A stately woman of fifty was mother that day and stood at a crystalline table, the top patterned with coloured points of light which flowed from her finger-tips and continually changed as she played a Sanctus which had preceded the miracle of transubstantiation for centuries before. The Sanctus ended and two sturdy girls of twelve stood facing her, one on each side of the stalk. Silencing the organ she attended to the orders of the day. Nurses asked for flasks of cell serum and protein to help the growth of Joe’s new arm and leg, an ointment to ease Granny Tibs’s rheumatic knee, and Elastoplast for the medical chest. The mother struck the organ. With a low humming the objects appeared as diagrams on the stalk, each inside a circle. There were clicks, twangs and gurgles as the outlines received colour and tone. With sharp detonations the images became solid things in round cavities. The acolytes lifted them out and gave them to the nurses. With heavy thuds the cavities became grey blotches which faded from the stalk leaving it an unblemished, delicate shade of palest pink. The mother had made the sound sequence easier on the ear by blending it with chords from the Agnus Dei by Carver, Palestrina, Bach and Berlioz, covering the last thuds with a loud Amen which faded with the blotches fading from the stalk.
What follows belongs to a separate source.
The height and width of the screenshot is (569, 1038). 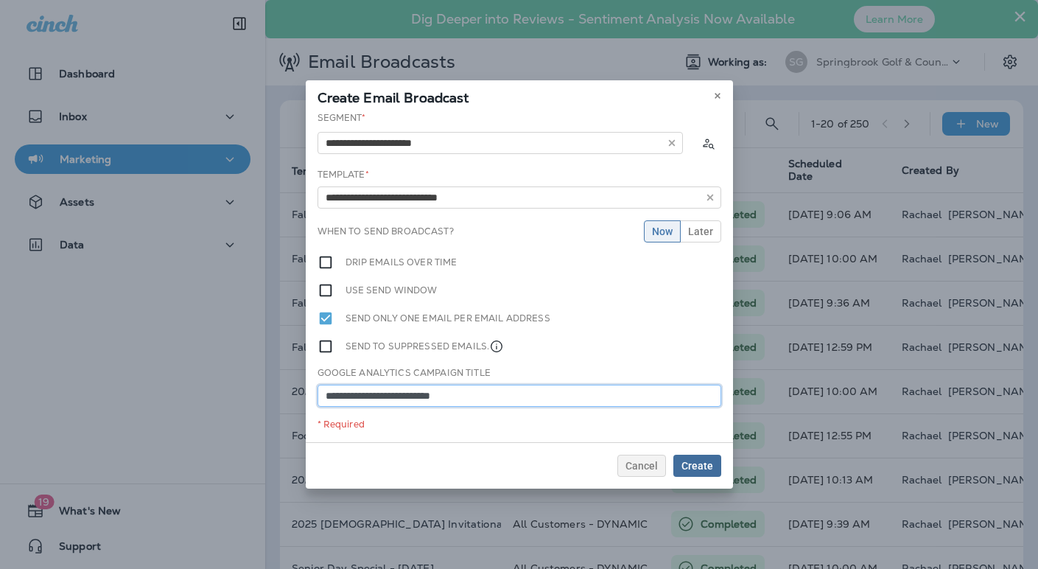 I want to click on button: Calculate the estimated number of emails to be sent based on selected segment. (This could take a..., so click(x=708, y=143).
Then the teachers ordered disks, paper, pencils, paint; the cooks milk, cheese, flour, sugar, coffee beans; the henwife ordered a sack of meal, a sack of corn, a first edition of Lindsay’s Voyage to Arcturus; the joiner ordered parts for a new orthopaedic bed she was making for Joe; weavers and embroiderers asked for many different colours of yarn and silk. When all were delivered the stalk was flushed rose red, a throbbing was heard from the underground roots and the room was colder, sure signs of plant exhaustion.
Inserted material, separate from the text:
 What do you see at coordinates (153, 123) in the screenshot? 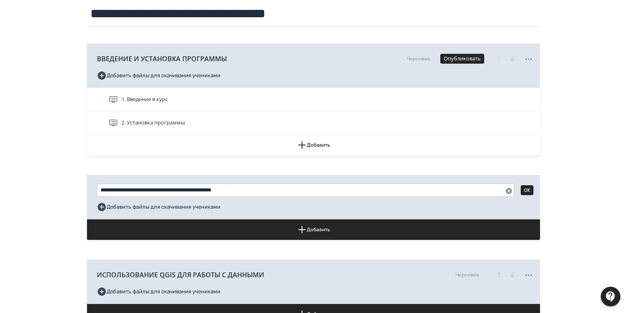
I see `span: 2. Установка программы` at bounding box center [153, 123].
“A light order now,” said the mother. “Granny Tibs?”

Granny Tibs was one hundred and twenty and ordered a doll for her two-year-old great-great-great-great-great-granddaughter. It had to be exactly like a doll she remembered playing with herself at that age, a china girl doll with curly yellow hair, blue eyes, a matching silk dress with a big bow at the back. When the diagram appeared she remembered that the hair had not been curly but smooth, and twisted in two long plaits tied with bows at the ends. The dress had also been of a historical kind called dirndl worn by the women of Bolivia or California — that should be a clue — the dress was illustrated in a book called Heidi Grows Up which had been published she thought in the eighteenth or perhaps nineteenth century. The doll was also made of cloth, not china at all. It took a long time to get exactly the doll Granny Tibs remembered and by then the colour of the stalk and temperature of the room were normal again. The children now spoke out. A young jeweller wanted two hundred grammes of silver wire and was persuaded to accept a hundred of copper. A young sculptor who asked for six kilogrammes of clay was told to collect it from Mountbenger where some aunts had a pottery; she said she hated Mountbenger because of a boy there, so was given a four-page geological guide to help her find her own supply of clay. A very young wood-worker wanted a sharp new chisel but the joiner said she would show him how to sharpen his old one. This answer caused outcries which the mother drowned with a blast of cheery sound.